Speaker
Description
English-medium instruction (EMI), English for Academic Purposes (EAP), and English for Specific Purposes (ESP) are often discussed as separate educational enterprises, yet universities increasingly expect them to solve a common problem: how to develop students’ ability to study, communicate, and perform professionally through English. This article argues that the three fields should be understood not as competing models but as complementary pathways toward ESL competence in internationalised higher education. Adopting a critical integrative review design, the article synthesises foundational and recent scholarship from EMI, EAP, and ESP to examine their distinct pedagogical logics, their limits when implemented in isolation, and their combined potential for curriculum design.
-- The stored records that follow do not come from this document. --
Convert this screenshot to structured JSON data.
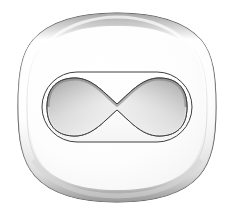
{
  "figure": {
    "canvas": {
      "width": 235,
      "height": 215,
      "background_color": "#ffffff"
    },
    "shapes": {
      "outer_body": {
        "label": "cell body",
        "shape_type": "rounded-squircle",
        "bounds": {
          "x": 18,
          "y": 13,
          "width": 198,
          "height": 189
        },
        "fill_color": "#fbfbfb",
        "stroke_color": "#4a4a4a",
        "stroke_width": 1.1,
        "rim_highlight_color": "#ffffff",
        "rim_shadow_color": "#c9c9c9"
      },
      "inner_capsule": {
        "label": "stadium outline",
        "shape_type": "stadium",
        "bounds": {
          "x": 42,
          "y": 72,
          "width": 150,
          "height": 70
        },
        "corner_radius": 35,
        "fill_color": "#fdfdfd",
        "stroke_color": "#3f3f3f",
        "stroke_width": 1.0
      },
      "hourglass": {
        "label": "bowtie inclusion",
        "shape_type": "hourglass",
        "bounds": {
          "x": 46,
          "y": 78,
          "width": 142,
          "height": 58
        },
        "waist_x": 117,
        "waist_height": 6,
        "lobe_height": 56,
        "fill_gradient_light": "#fafafa",
        "fill_gradient_mid": "#c4c4c4",
        "fill_gradient_dark": "#8e8e8e",
        "stroke_color": "#3a3a3a",
        "stroke_width": 1.0
      }
    },
    "palette": {
      "background": "#ffffff",
      "outline_dark": "#3a3a3a",
      "outline_mid": "#6e6e6e",
      "shade_light": "#f2f2f2",
      "shade_mid": "#c4c4c4",
      "shade_dark": "#8e8e8e"
    }
  }
}
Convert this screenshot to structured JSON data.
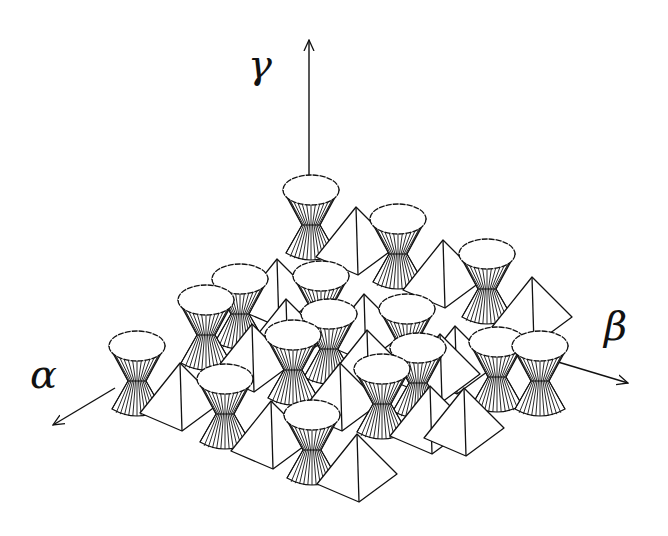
{
  "diagram": {
    "colors": {
      "stroke": "#111111",
      "background": "#ffffff",
      "fill": "#ffffff"
    },
    "axes": [
      {
        "name": "gamma",
        "label": "γ",
        "from": [
          309,
          183
        ],
        "to": [
          309,
          40
        ],
        "label_pos": [
          248,
          78
        ],
        "label_size": 40
      },
      {
        "name": "alpha",
        "label": "α",
        "from": [
          115,
          388
        ],
        "to": [
          53,
          425
        ],
        "label_pos": [
          30,
          388
        ],
        "label_size": 40
      },
      {
        "name": "beta",
        "label": "β",
        "from": [
          558,
          362
        ],
        "to": [
          628,
          383
        ],
        "label_pos": [
          604,
          340
        ],
        "label_size": 40
      }
    ],
    "hourglasses": [
      {
        "x": 311,
        "y": 190
      },
      {
        "x": 487,
        "y": 254
      },
      {
        "x": 398,
        "y": 219
      },
      {
        "x": 540,
        "y": 346
      },
      {
        "x": 240,
        "y": 279
      },
      {
        "x": 321,
        "y": 276
      },
      {
        "x": 407,
        "y": 309
      },
      {
        "x": 206,
        "y": 300
      },
      {
        "x": 329,
        "y": 314
      },
      {
        "x": 497,
        "y": 342
      },
      {
        "x": 418,
        "y": 348
      },
      {
        "x": 137,
        "y": 346
      },
      {
        "x": 293,
        "y": 335
      },
      {
        "x": 382,
        "y": 369
      },
      {
        "x": 225,
        "y": 379
      },
      {
        "x": 312,
        "y": 415
      }
    ],
    "pyramids": [
      {
        "x": 356,
        "y": 207
      },
      {
        "x": 443,
        "y": 240
      },
      {
        "x": 532,
        "y": 277
      },
      {
        "x": 277,
        "y": 259
      },
      {
        "x": 364,
        "y": 294
      },
      {
        "x": 286,
        "y": 299
      },
      {
        "x": 455,
        "y": 326
      },
      {
        "x": 252,
        "y": 324
      },
      {
        "x": 367,
        "y": 330
      },
      {
        "x": 440,
        "y": 334
      },
      {
        "x": 180,
        "y": 363
      },
      {
        "x": 340,
        "y": 363
      },
      {
        "x": 271,
        "y": 401
      },
      {
        "x": 430,
        "y": 386
      },
      {
        "x": 464,
        "y": 388
      },
      {
        "x": 357,
        "y": 434
      }
    ]
  }
}
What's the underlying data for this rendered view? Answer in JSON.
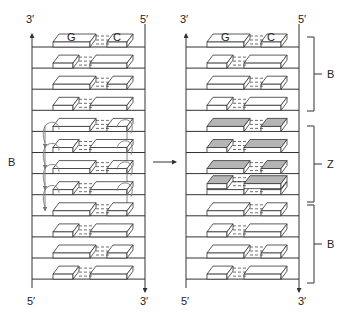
{
  "colors": {
    "line": "#333333",
    "block_fill": "#ffffff",
    "block_shaded": "#b5b5b5",
    "curve": "#777777"
  },
  "left_panel": {
    "top_left_label": "3′",
    "top_right_label": "5′",
    "bottom_left_label": "5′",
    "bottom_right_label": "3′",
    "side_label": "B",
    "first_pair_letters": [
      "G",
      "C"
    ],
    "rows": [
      {
        "left": "L",
        "right": "S",
        "shaded": false
      },
      {
        "left": "S",
        "right": "L",
        "shaded": false
      },
      {
        "left": "L",
        "right": "S",
        "shaded": false
      },
      {
        "left": "S",
        "right": "L",
        "shaded": false
      },
      {
        "left": "L",
        "right": "S",
        "shaded": false,
        "flip": true
      },
      {
        "left": "S",
        "right": "L",
        "shaded": false,
        "flip": true
      },
      {
        "left": "L",
        "right": "S",
        "shaded": false,
        "flip": true
      },
      {
        "left": "S",
        "right": "L",
        "shaded": false,
        "flip": true
      },
      {
        "left": "L",
        "right": "S",
        "shaded": false
      },
      {
        "left": "S",
        "right": "L",
        "shaded": false
      },
      {
        "left": "L",
        "right": "S",
        "shaded": false
      },
      {
        "left": "S",
        "right": "L",
        "shaded": false
      }
    ]
  },
  "transition_arrow": "→",
  "right_panel": {
    "top_left_label": "3′",
    "top_right_label": "5′",
    "bottom_left_label": "5′",
    "bottom_right_label": "3′",
    "first_pair_letters": [
      "G",
      "C"
    ],
    "brackets": [
      {
        "label": "B",
        "from_row": 0,
        "to_row": 3
      },
      {
        "label": "Z",
        "from_row": 4,
        "to_row": 7
      },
      {
        "label": "B",
        "from_row": 8,
        "to_row": 11
      }
    ],
    "rows": [
      {
        "left": "L",
        "right": "S",
        "shaded": false
      },
      {
        "left": "S",
        "right": "L",
        "shaded": false
      },
      {
        "left": "L",
        "right": "S",
        "shaded": false
      },
      {
        "left": "S",
        "right": "L",
        "shaded": false
      },
      {
        "left": "L",
        "right": "S",
        "shaded": true
      },
      {
        "left": "S",
        "right": "L",
        "shaded": true
      },
      {
        "left": "L",
        "right": "S",
        "shaded": true
      },
      {
        "left": "S",
        "right": "L",
        "shaded": true,
        "stacked": true
      },
      {
        "left": "L",
        "right": "S",
        "shaded": false
      },
      {
        "left": "S",
        "right": "L",
        "shaded": false
      },
      {
        "left": "L",
        "right": "S",
        "shaded": false
      },
      {
        "left": "S",
        "right": "L",
        "shaded": false
      }
    ]
  }
}
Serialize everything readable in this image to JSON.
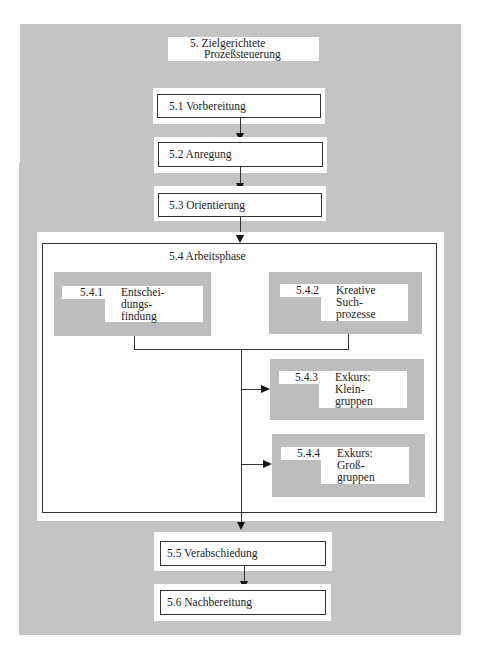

The analysis shows that EMI primarily creates an ecology of disciplinary exposure and authentic participation, EAP provides explicit mediation of academic genres and literacy practices, and ESP refines competence through needs-based attention to specialised discourse. Each pathway, however, becomes pedagogically incomplete when detached from the others: EMI may overestimate incidental language learning, EAP may become overly generic, and ESP may narrow learning to immediate instrumental needs. The article therefore proposes an integrated pathway model in which EMI supplies the communicative environment, EAP offers academic scaffolding, and ESP delivers disciplinary and professional precision. This model reconceptualises ESL competence as multidimensional, encompassing linguistic, academic, disciplinary, interactional, and strategic capacities. The article concludes with implications for curriculum sequencing, teacher collaboration, assessment, and equity-oriented language policy in higher education, while also identifying future research priorities for longitudinal, discipline-sensitive, and multilingual investigation across diverse institutional settings, and policy contexts.